World roundup: July 2 2025
Stories from Israel-Palestine, South Sudan, Haiti, and elsewhere
TODAY IN HISTORY
July 2, 1582: Two vassals of the deceased Japanese daimyō Oda Nobunaga, Akechi Mitsuhide and Toyotomi Hideyoshi, meet at the Battle of Yamazaki, with Hideyoshi’s army emerging victorious. Hideyoshi thus exacted vengeance for Mitsuhide’s rebellion, during which Nobunaga had committed suicide on June 21. Effective political authority passed from the Oda clan to the Toyotomi clan, where it resided until Tokugawa Ieyasu took it from them in 1600.
July 2, 1853: Citing the Ottomans’ supposed failure to protect Christian religious sites as a pretext, Russian Tsar Nicolas I sends an army across the Pruth River to occupy Moldavia and Wallachia, both nominally still Ottoman territories. Nicolas assumed that the European powers would not begrudge him a little annexation, as a treat. He was wrong, and the Crimean War ensued.
MIDDLE EAST
ISRAEL-PALESTINE
Hamas officials said on Wednesday that they are reviewing the latest Gaza ceasefire proposal and are discussing ways to “bridge gaps” with Egyptian and Qatari mediators. Late Tuesday in the US, Donald Trump declared that the Israeli government “has agreed to the necessary conditions to finalize the 60 Day CEASEFIRE,” an impressive bit of word salad even by his prodigious standards. It may be worth noting that nobody in the Israeli government has really spoken about this alleged breakthrough except in cryptic terms, leaving open the possibility that this is all a diplomatic charade of some sort. In the meantime, the Israeli military (IDF) killed at least 78 people in Gaza on Wednesday. That number includes the director of Gaza’s Indonesian Hospital, Marwan al-Sultan, killed along with his wife and children in an IDF airstrike on his home.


PROBLEM DESCRIPTION – Each line below that contains "polypeptide" counts once; report the total and nothing more.
[[ SOURCE RECORDS open ]]
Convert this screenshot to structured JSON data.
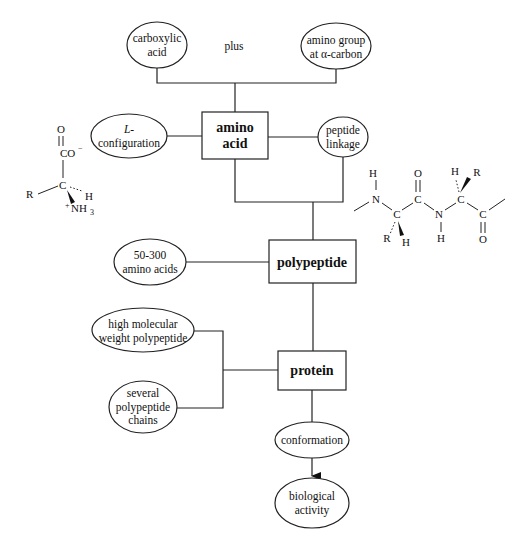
{
  "diagram": {
    "title": "",
    "nodes": {
      "carboxylic_acid": {
        "line1": "carboxylic",
        "line2": "acid"
      },
      "plus": {
        "label": "plus"
      },
      "amino_group": {
        "line1": "amino group",
        "line2": "at α-carbon"
      },
      "amino_acid": {
        "line1": "amino",
        "line2": "acid"
      },
      "l_configuration": {
        "line1": "L-",
        "line2": "configuration"
      },
      "peptide_linkage": {
        "line1": "peptide",
        "line2": "linkage"
      },
      "polypeptide": {
        "label": "polypeptide"
      },
      "range_amino_acids": {
        "line1": "50-300",
        "line2": "amino acids"
      },
      "protein": {
        "label": "protein"
      },
      "high_mw": {
        "line1": "high molecular",
        "line2": "weight polypeptide"
      },
      "several_chains": {
        "line1": "several",
        "line2": "polypeptide",
        "line3": "chains"
      },
      "conformation": {
        "label": "conformation"
      },
      "biological_activity": {
        "line1": "biological",
        "line2": "activity"
      }
    },
    "edges": [
      {
        "from": "carboxylic_acid",
        "to": "amino_acid"
      },
      {
        "from": "amino_group",
        "to": "amino_acid"
      },
      {
        "from": "l_configuration",
        "to": "amino_acid"
      },
      {
        "from": "amino_acid",
        "to": "peptide_linkage"
      },
      {
        "from": "amino_acid",
        "to": "polypeptide"
      },
      {
        "from": "peptide_linkage",
        "to": "polypeptide"
      },
      {
        "from": "range_amino_acids",
        "to": "polypeptide"
      },
      {
        "from": "polypeptide",
        "to": "protein"
      },
      {
        "from": "high_mw",
        "to": "protein"
      },
      {
        "from": "several_chains",
        "to": "protein"
      },
      {
        "from": "protein",
        "to": "conformation"
      },
      {
        "from": "conformation",
        "to": "biological_activity",
        "arrow": true
      }
    ],
    "amino_acid_structure": {
      "o": "O",
      "co": "CO",
      "co_charge": "−",
      "c": "C",
      "r": "R",
      "h": "H",
      "plus": "+",
      "nh": "NH",
      "nh_sub": "3"
    },
    "peptide_structure": {
      "h": "H",
      "n": "N",
      "c": "C",
      "o": "O",
      "r": "R"
    }
  }
}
[[ SOURCE RECORDS closed ]]
ANSWER FOR THIS EXERCISE – 8